30 For a useful micro-study of the origins and pattern of spontaneous colonisation, see Lisansky, Judith, Migrants to Amazonia. Spontaneous Colonisation in the Brazilian Frontier (Boulder, 1990).Google Scholar

31 Bunker, , Underdeveloping the Amazon, pp. 52–3Google Scholar. David Cleary presents an alternative view.
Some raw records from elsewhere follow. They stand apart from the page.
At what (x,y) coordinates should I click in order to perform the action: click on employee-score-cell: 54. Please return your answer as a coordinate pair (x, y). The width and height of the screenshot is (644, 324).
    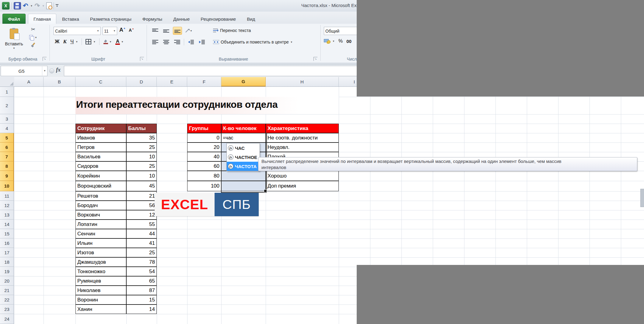
    Looking at the image, I should click on (142, 272).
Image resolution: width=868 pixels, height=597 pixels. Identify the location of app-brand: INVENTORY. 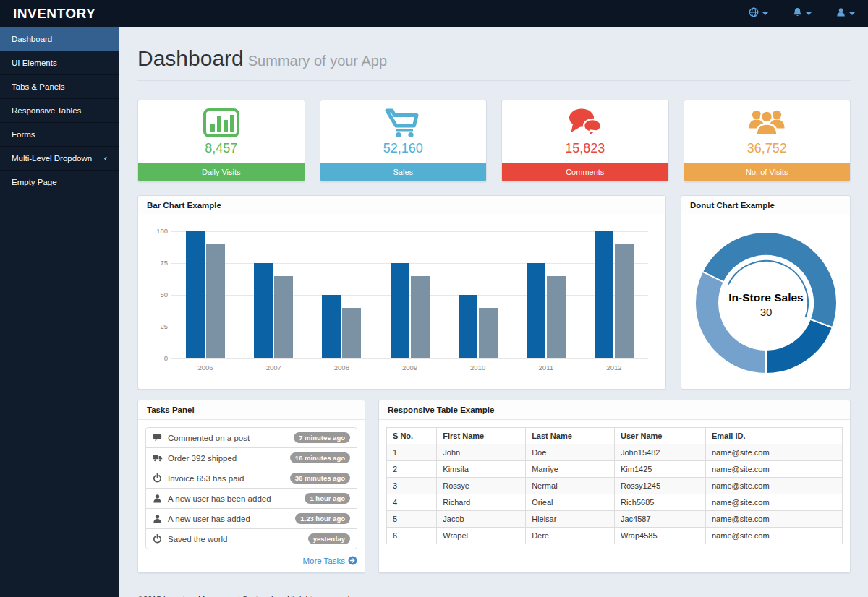
(48, 14).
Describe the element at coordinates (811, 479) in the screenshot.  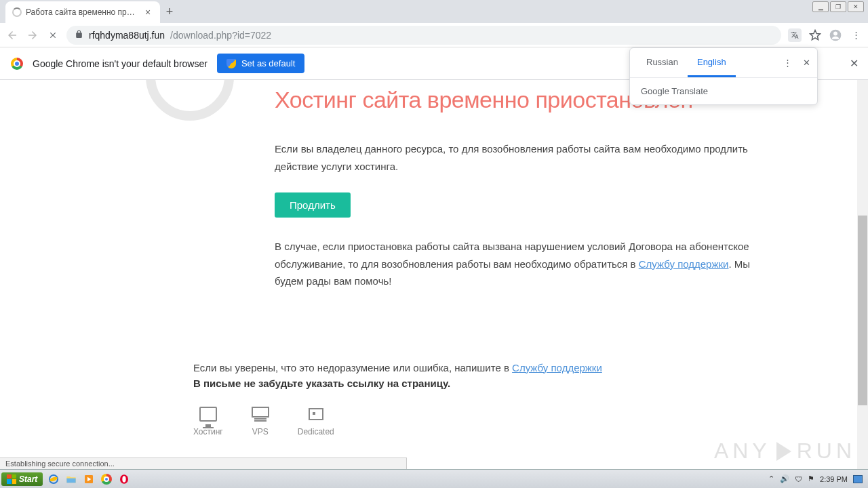
I see `tray-flag-icon: ⚑` at that location.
Considering the examples of state intervention in the goldmining sector (especially at Serra Pelada), he argues that ‘Where social tensions threaten to explode, or where the federal authorities believe there is political advantage to be gained, they have little hesitation in intervening, even at the expense of traditional allies’. [Cleary, , Anatomy of the Amazon Gold Rush, p. 72Google Scholar]. There is, however, an important difference between effective intervention of this kind and the capacity to institute a broader shift of policy which would undercut the position of a wide range of traditionally privileged and locally powerful groups.

32 On the growth of grass-roots opposition see Hecht and Cockburn, The Fate of the Forest, chapter 8 and Hall, Developing Amazonia, chapter 5. As elsewhere in Brazil, it is important to keep the actual political impact of such new social movements in perspective and not to allow their novelty to overshadow study of the traditional sources of political power.
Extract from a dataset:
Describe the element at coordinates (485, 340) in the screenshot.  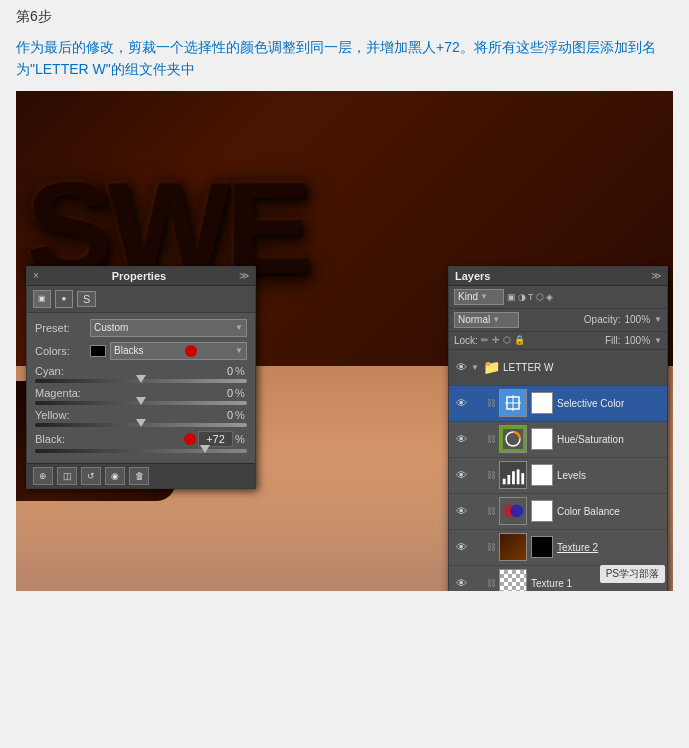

33 On the lobbying of private capital see Malori Pompermayer, ‘Strategies of Private Capital in the Brazilian Amazon’, in Schmink, M. and Woods, C. (eds.), Frontier Expansion in Amazonia (Gainesville, 1984).Google Scholar

34 The pattern of party realignments and their impact on the decisions of the Constituent Assembly have been thoroughly analysed by David Fleischer in ‘The Constituent Assembly and the Transformation Strategy: Attempts to Shift Political Power from the Presidency to Congress’, to appear in Lawrence Graham and Robert Wilson (eds.), Contemporary Issues in Brazilian Public Policy (forthcoming).
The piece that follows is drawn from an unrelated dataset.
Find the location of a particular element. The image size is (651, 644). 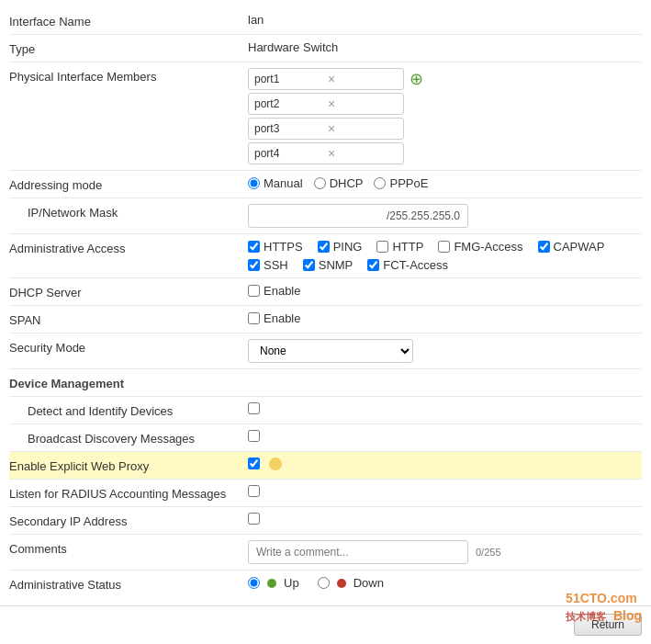

comments-input is located at coordinates (358, 552).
35 The literature in this area is uneven. There are now a number of general studies of transnationalism. See, for example, Keohane, Robert and Nye, Joseph (eds.), Transnational Relations and World Politics (Cambridge, Mass., 1970)Google Scholar; and Willetts, Peter (ed.), Pressure Groups in the Global System (London, 1982)Google Scholar. There has also been considerable work in the related fields of human rights. See, for example, Weissbrodt, David, ‘The Contribution of International Non-Governmental Organizations to the Protection of Human Rights’, in Meron, Theodor (ed.), Human Rights in International Law (Oxford, 1984)Google Scholar. Systematic study both of environmental NGOs and their influence in Latin America is rarer. For a general overview of their role, see Luard, Evan, The Globalization of Politics. The Changed Focus of Political Action in the Modern World, chapter 4 (London, 1990)Google Scholar; and Roggeri, H., NGOs and Environment-Development Issues (Nairobi, 1986)Google Scholar. For a strong argument for the transformative potential of NGOs and grassroots organisation see Myers, Norman, ‘Environmental Challenges: More Government or Better Governance?’, Ambio 17, 6 (1988).Google Scholar

36 See in particular Haas, Peter M., ‘Do regimes matter? Epistemic communities and Mediterranean pollution control’, International Organization 43, 3 (Summer 1989).CrossRefGoogle Scholar

37 See Richard Cooper's fascinating analysis of the evolution of scientific consensus and international cooperation in the field of public health. Richard Cooper, N., ‘In ternational Cooperation in Public Health as a Prologue to Macroeconomic Cooperation’, in Cooper, Richardet al., Can Nations Agree? (Washington D. C, 1989).Google Scholar

38 Haas, , ‘Epistemic communities’, p. 402.Google Scholar

39 The best elaboration of this point remains Keohane, Robert and Nye, Joseph, Power and Interdependence (Boston: Little, Brown, 1977).Google Scholar

40 That such feelings remain deep-rooted within the military can be seen from the comments in April 1990 by the military commander of Amazonia, General Antenor Santa Cruz: ‘The presence of the garimpeiro has strategic importance for the occupation of the territory. And, leaving aside the Indian areas, they should be placed in the national forests’. As reported in Isto E/Senhor, 4 April 1990.